These exercises are NOT for beginners and should be supervised by a coach who does them. This is just an example of long-term progressive build-up.
You may see fighters doing this kind of drill. In contact martial arts, it's important to strengthen your wrists for fighting and grappling. With submissions and holds, nothing sucks more than when you're sparring with someone and they have a crazy-strong grip. For striking, your wrists also need to be able to take impact as people don't tend to stand still when you're punching them. Dodgy punches happen.

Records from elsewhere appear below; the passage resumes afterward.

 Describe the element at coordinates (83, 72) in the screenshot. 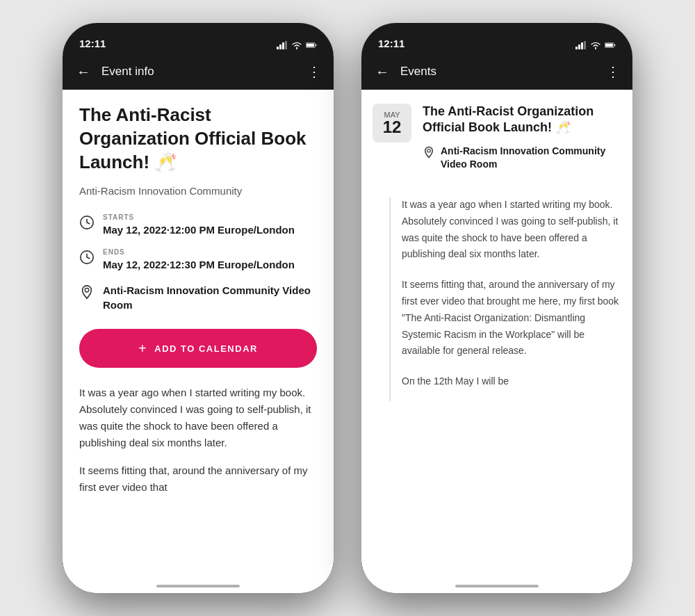

I see `back-button-1: ←` at that location.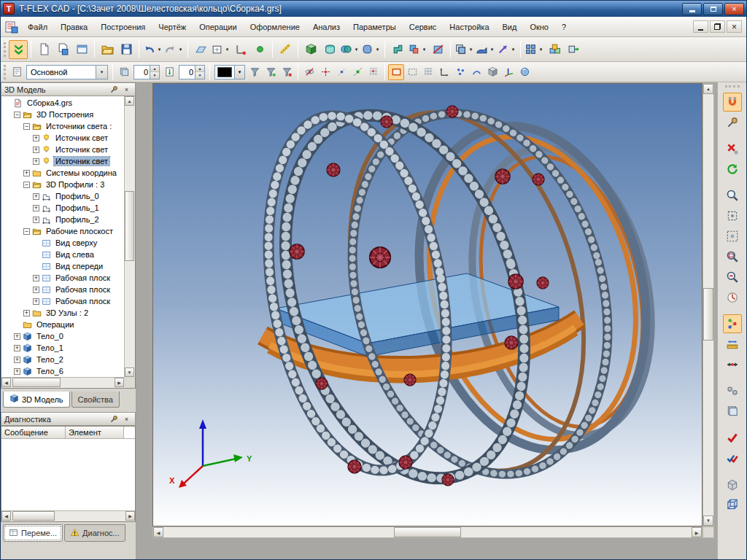 The height and width of the screenshot is (560, 747). Describe the element at coordinates (510, 27) in the screenshot. I see `menu-item: Вид` at that location.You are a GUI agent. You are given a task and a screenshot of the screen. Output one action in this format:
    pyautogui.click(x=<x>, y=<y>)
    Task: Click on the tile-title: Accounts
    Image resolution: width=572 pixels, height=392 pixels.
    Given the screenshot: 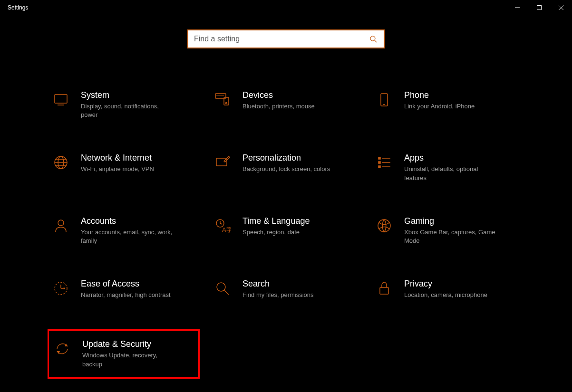 What is the action you would take?
    pyautogui.click(x=128, y=221)
    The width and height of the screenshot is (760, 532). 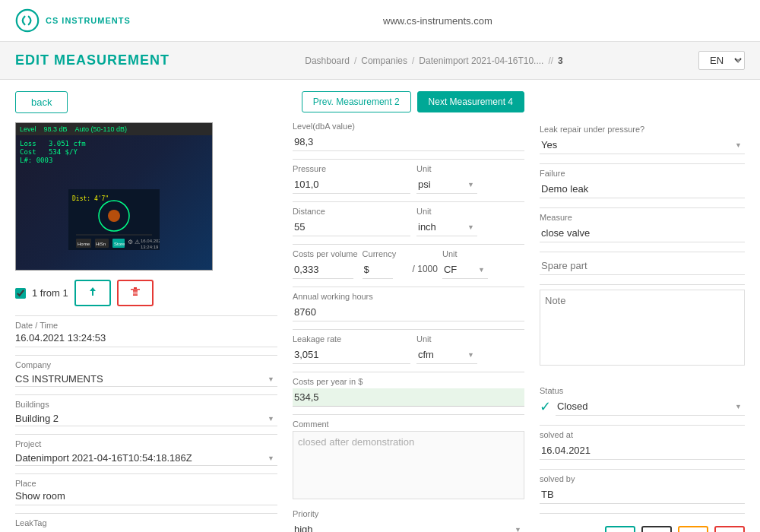 I want to click on checkbox-row: 1 from 1, so click(x=146, y=293).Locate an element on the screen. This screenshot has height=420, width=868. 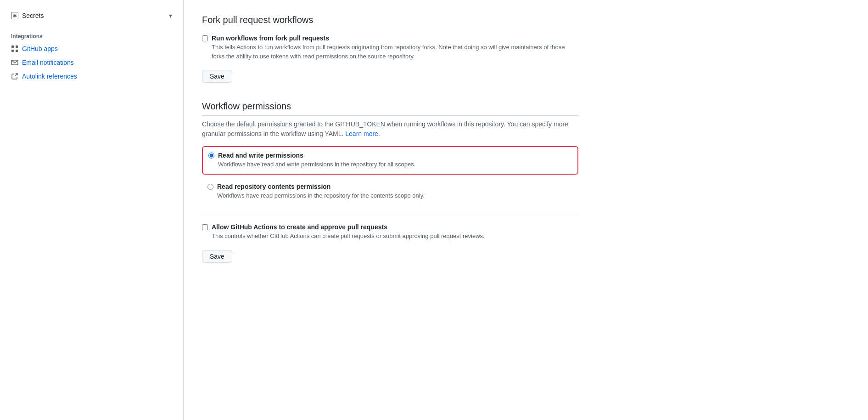
read-only-radio is located at coordinates (210, 187).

Weightlifters who apply these same wrist-strengthening methods will significantly reduce their risk of injury and also increase the training they can endure. There's nothing that annoys me more than when someone can't complete sets of weights they should be fully capable of doing because their wrists can't take the pressure.
If you've really owned the passive wrist stretches https://www.archive.t-nation.com/training/stronger-wrists-bigger-lifts and they feel easy to you, then it's time to step it up. First, test it from your knees. See if you can you support your weight in full wrist flexion. If there's no discomfort then attempt a push-up slowly. Again, only try a few and see how your wrists feel the next day.
Over time exercises like this won't become a big deal and you can just add them to a list of "things you can do." But the added benefit of having iron wrists will stay with you, and it's nice to take that for granted.